■ Problem to work on
From the line containing "Find the location" through the last line of the listing, output each line exactly as it stands. Omit pictures.

■ Data provided
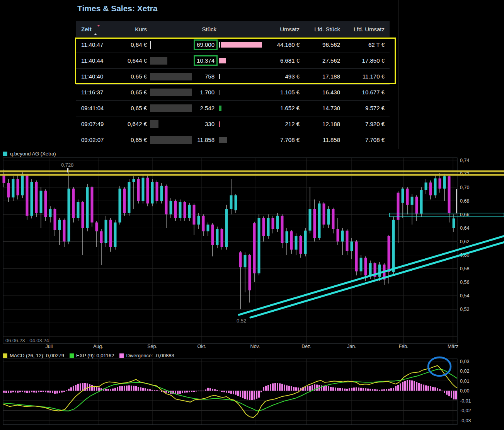 The image size is (504, 430). I want to click on svg-text: 0,64, so click(465, 228).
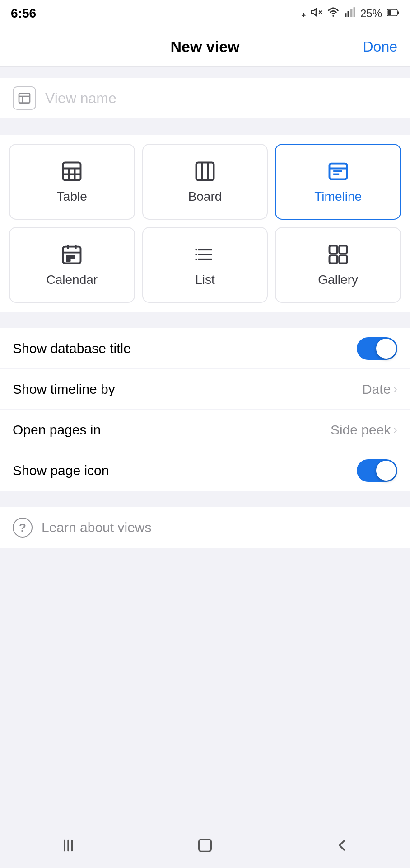  Describe the element at coordinates (72, 280) in the screenshot. I see `calendar-label: Calendar` at that location.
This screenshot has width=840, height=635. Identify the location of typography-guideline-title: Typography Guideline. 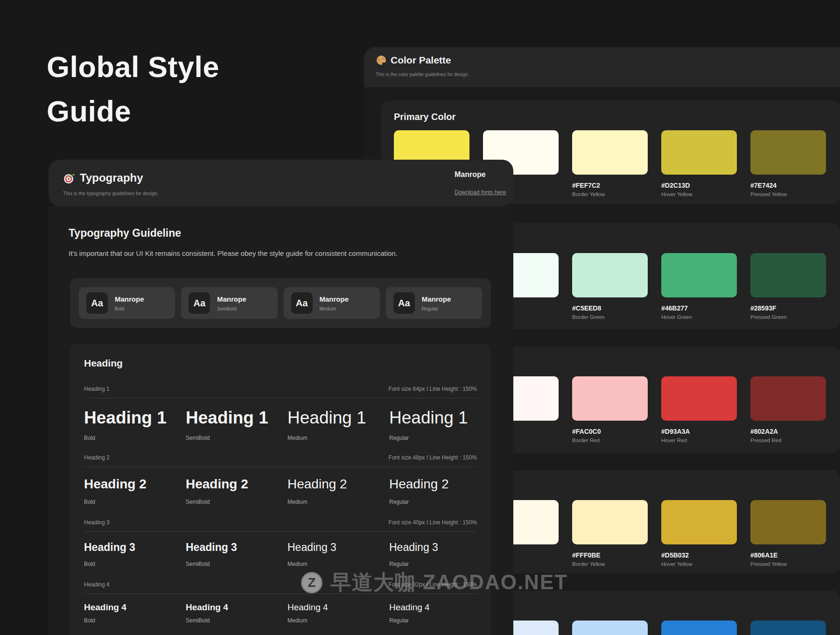
(125, 233).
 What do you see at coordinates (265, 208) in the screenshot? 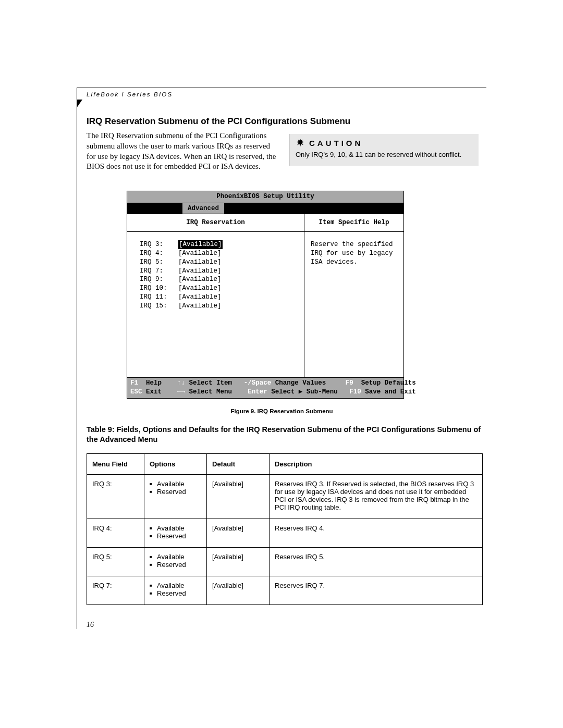
I see `bios-tab-bar: Advanced` at bounding box center [265, 208].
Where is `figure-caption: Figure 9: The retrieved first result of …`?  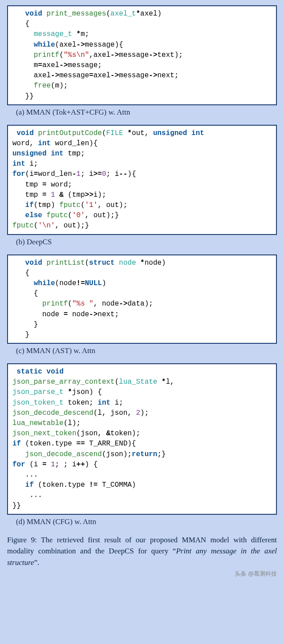
figure-caption: Figure 9: The retrieved first result of … is located at coordinates (142, 552).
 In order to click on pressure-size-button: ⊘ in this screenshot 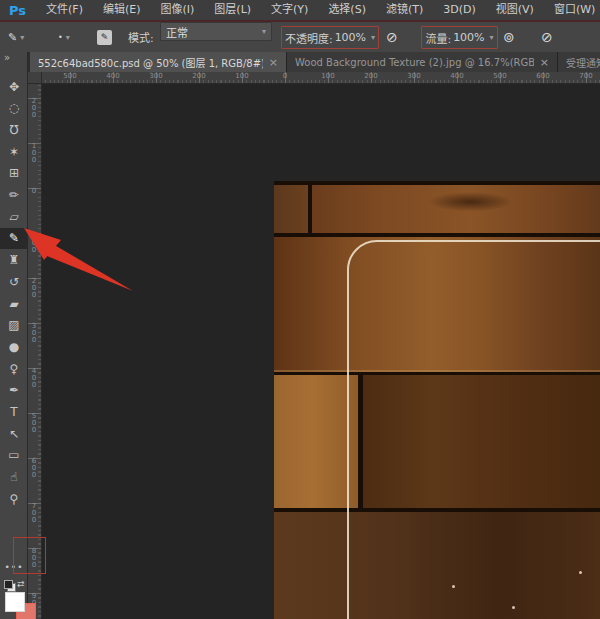, I will do `click(547, 37)`.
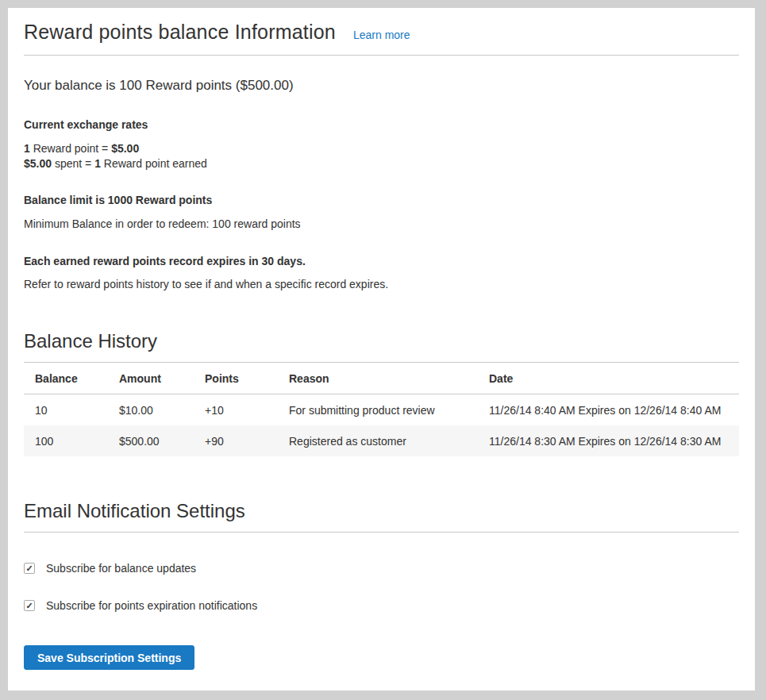 This screenshot has width=766, height=700. What do you see at coordinates (381, 516) in the screenshot?
I see `email-settings-heading: Email Notification Settings` at bounding box center [381, 516].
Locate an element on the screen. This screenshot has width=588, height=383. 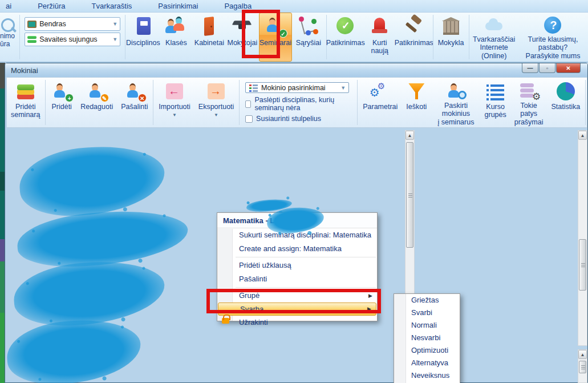
siren-icon is located at coordinates (380, 26).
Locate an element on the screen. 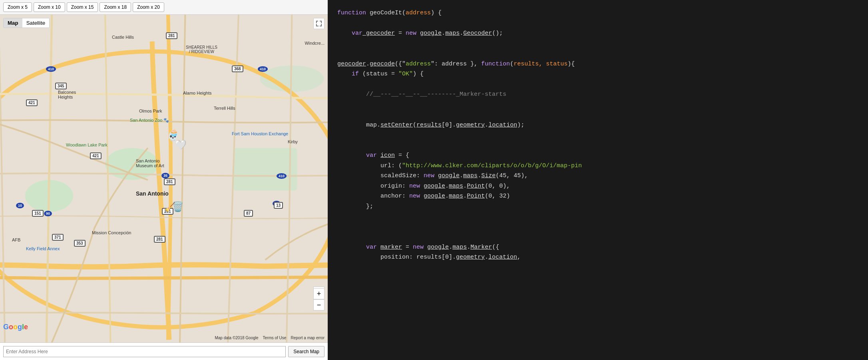 This screenshot has width=868, height=360. map-badge-87: 87 is located at coordinates (249, 213).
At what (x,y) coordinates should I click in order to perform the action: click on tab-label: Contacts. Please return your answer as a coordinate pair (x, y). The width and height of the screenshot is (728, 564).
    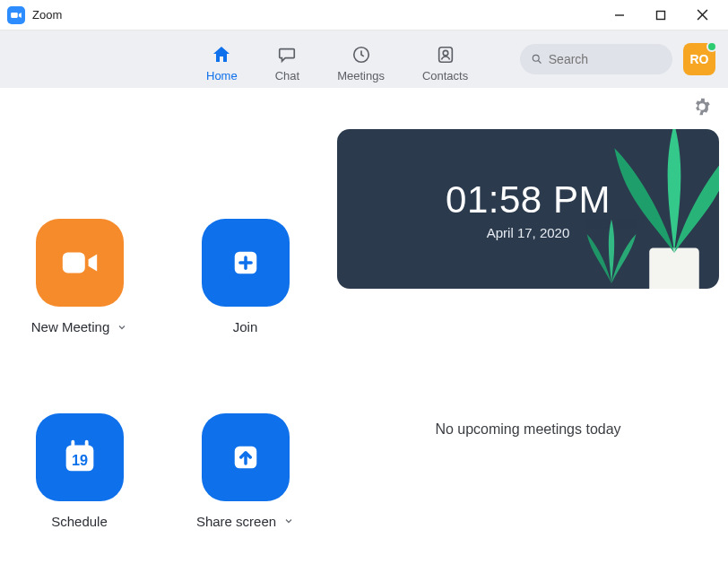
    Looking at the image, I should click on (445, 75).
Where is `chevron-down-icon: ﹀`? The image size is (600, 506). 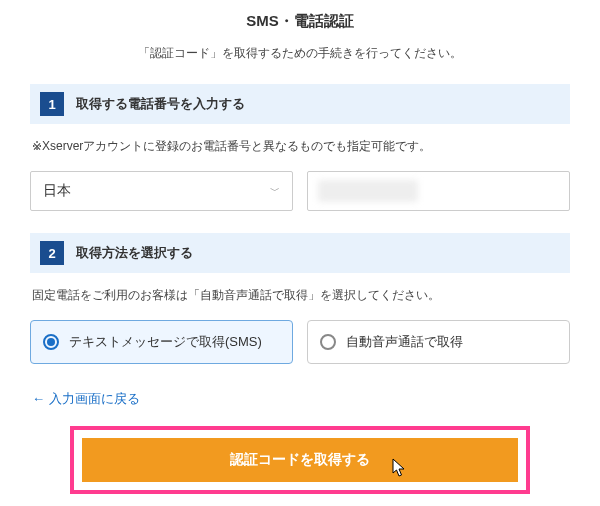 chevron-down-icon: ﹀ is located at coordinates (275, 191).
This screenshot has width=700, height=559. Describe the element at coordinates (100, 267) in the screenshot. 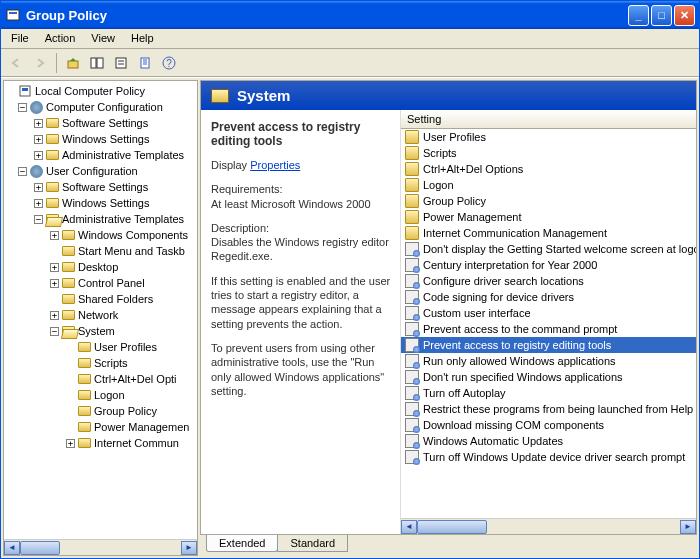

I see `tree-desktop: +Desktop` at that location.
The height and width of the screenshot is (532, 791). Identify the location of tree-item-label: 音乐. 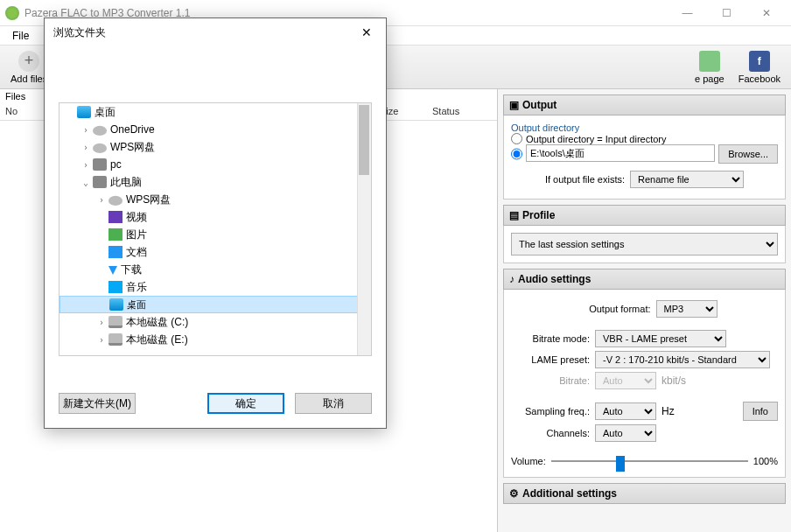
(136, 287).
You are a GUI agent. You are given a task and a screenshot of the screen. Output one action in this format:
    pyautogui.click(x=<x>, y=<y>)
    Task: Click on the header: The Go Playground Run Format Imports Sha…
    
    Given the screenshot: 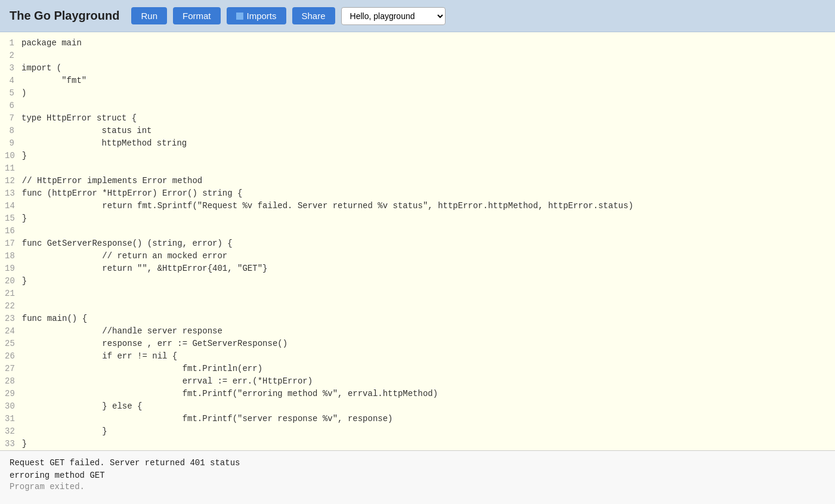 What is the action you would take?
    pyautogui.click(x=418, y=16)
    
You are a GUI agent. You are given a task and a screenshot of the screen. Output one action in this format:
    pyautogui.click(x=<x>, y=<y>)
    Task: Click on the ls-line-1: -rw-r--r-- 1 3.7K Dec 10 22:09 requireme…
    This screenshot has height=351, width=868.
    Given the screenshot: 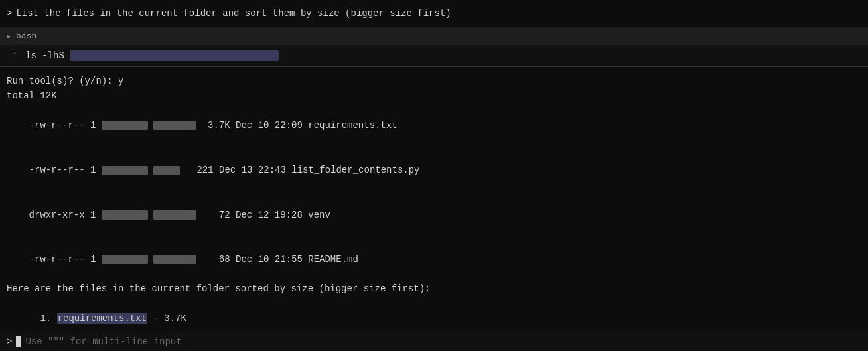 What is the action you would take?
    pyautogui.click(x=434, y=126)
    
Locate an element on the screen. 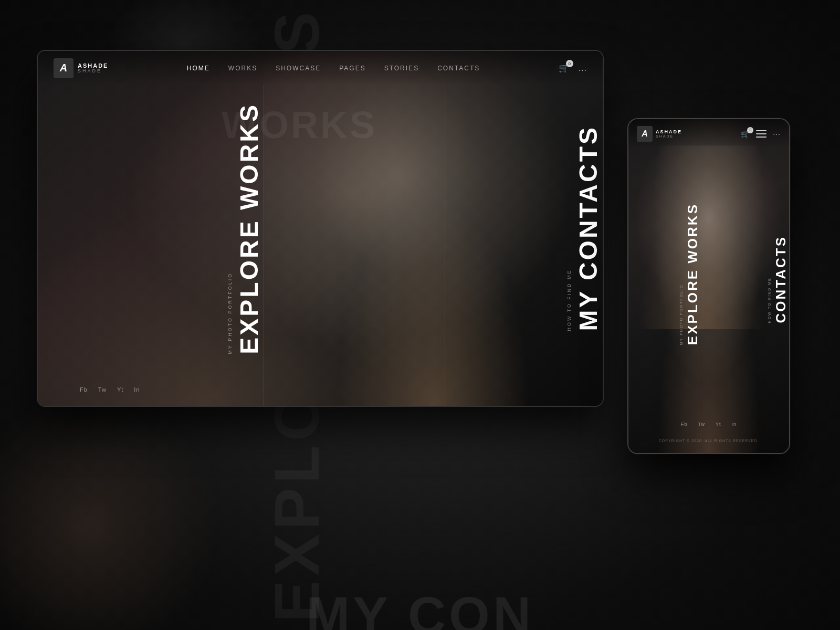 This screenshot has height=630, width=840. nav-item-stories: STORIES is located at coordinates (402, 68).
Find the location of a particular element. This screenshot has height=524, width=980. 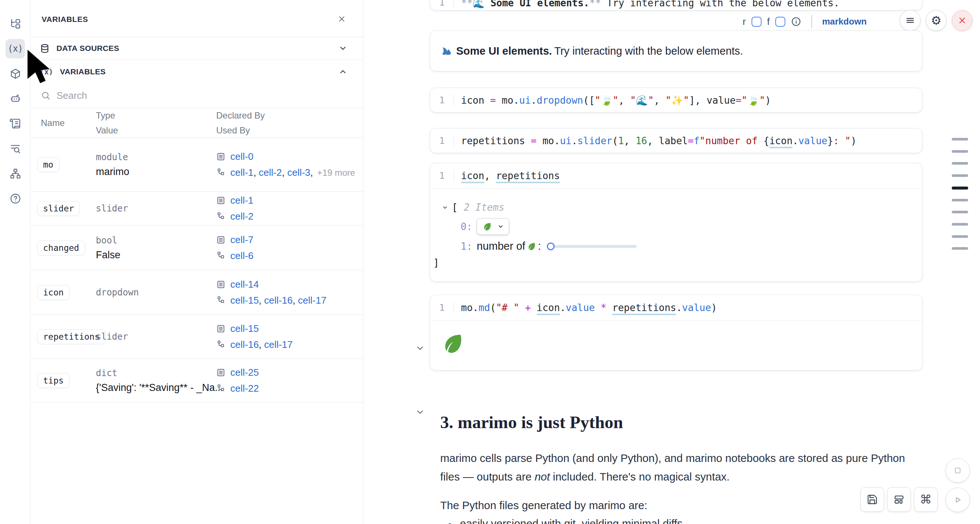

code-line: icon = mo.ui.dropdown(["🍃", "🌊", "✨"], v… is located at coordinates (612, 100).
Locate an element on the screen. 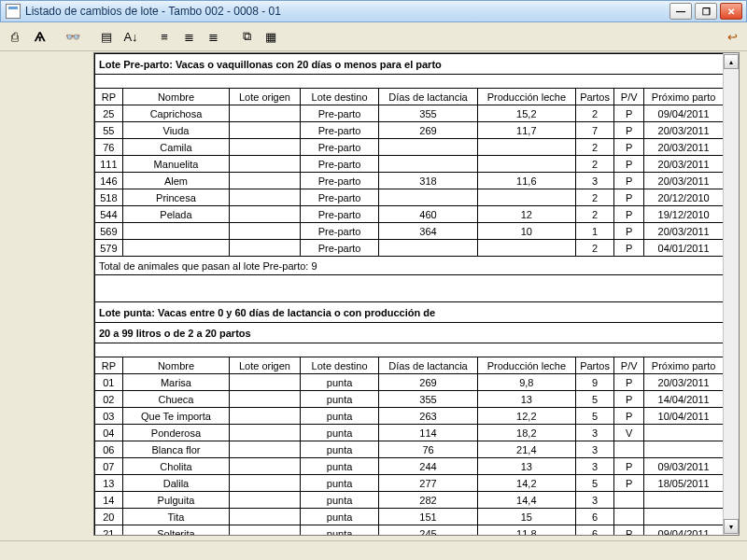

■ Answer to this exercise
Find the location of a particular element. This screenshot has height=524, width=980. 

code-line: icon = mo.ui.dropdown(["🍃", "🌊", "✨"], v… is located at coordinates (612, 100).
Locate an element on the screen. 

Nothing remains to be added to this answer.